The month I spent in Iowa felt long. The tension of living an unfamiliar life while enduring poor health made the time pass slowly. Still, the laws of nature ruled as they always do, the sun kept rising and setting, and finally my day of departure arrived. I was planning before returning to Japan to visit New York to see some old friends. Since my heart never took root in America the whole time I lived there, I had few friends worthy of the name. The following scene took place with one friend I did have, a Japanese woman roughly my age, known for her brilliant mind. We went to the same graduate school in the United States, and she was now a professor at a prestigious American university. I had heard the rumor that while working on her M.A. degree in Japan she had knocked other students out by reading Balzac’s entire oeuvre in the original. What knocked me out was her nonchalant remark, “I was good in math, too.” We nevertheless had one thing in common: our love of the classics of modern Japanese literature.
We met one evening at a Chinese restaurant uptown. Neither of us is much of a drinker, but we held our beer mugs like grown-up women should and picked up the dumplings with the long plastic chopsticks that Chinese restaurants in America invariably provide. In our tipsiness, we fumed as we lamented the world and bemoaned Japan.
Her face now red from the bit of beer she had had, my friend said saucily, “You know, when I was little, I used to think that novelists were incredibly smart people with really serious ideas — the most respected people in the whole world. And look at the writers now in Japan. They’ve got no brains. I just don’t feel like reading the crap they write.”

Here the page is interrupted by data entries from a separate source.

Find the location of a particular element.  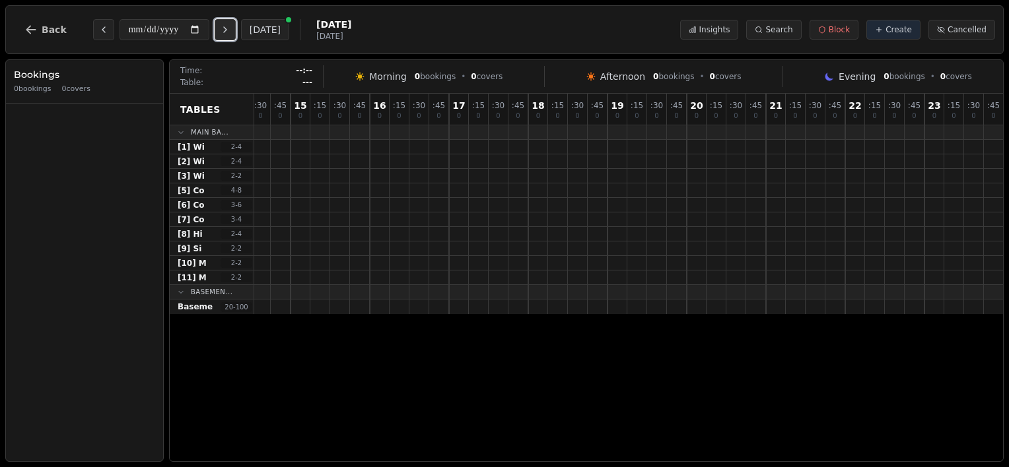

span: 16 is located at coordinates (379, 106).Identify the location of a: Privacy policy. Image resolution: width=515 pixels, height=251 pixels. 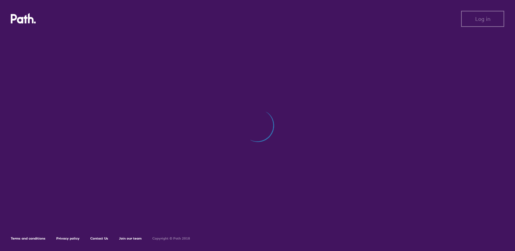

I have no idea what she thought of me. She has a vivacious mind with plenty of room for mischief, so she may have been coolly including me in the category of brainless writers of crap. But rather than feeling hurt, I nodded my own reddened face and eagerly acquiesced: “True, so true!” All the thoughts I had had during my month in Iowa came rushing back and circled in my inebriated mind.
Perhaps both she and I belong to a generation so thoroughly imbued with the classics of modern Japanese literature that we don’t know how to appreciate newer writing. Or perhaps most of the newer writing is in fact of lesser value. Long ago, while I was still living in the United States, whenever I thought of what it would be like to finally go back to Japan and start writing novels in Japanese, an image presented itself before my eyes of a deep forest where stately trees stood tall. I would write in their shadow, quietly and modestly, bits of trivial things befitting a woman. Though this was a sorry image for someone who was already getting a taste of gender equality, I had somehow assumed that my country would still be inhabited by men like the giants Fukuzawa Yukichi, Futabatei Shimei, Natsume Sōseki, Mori Ōgai, Kōda Rohan, Tanizaki Jun’ichirō—men of frightening intelligence, knowledge, and wit. It had never occurred to me that once I was back in my home country I might not be able to find any deep forest where stately trees stood tall. Yet that was what happened. I spotted a tree here and a tree there, but mostly the scenery was flat. Unsuited even for a poetic description like “bleak wasteland,” it was more like a playground where everything was small and clamorous — just juvenile. I was left to wonder whether my compatriots had forgotten that those men I so admired had even existed.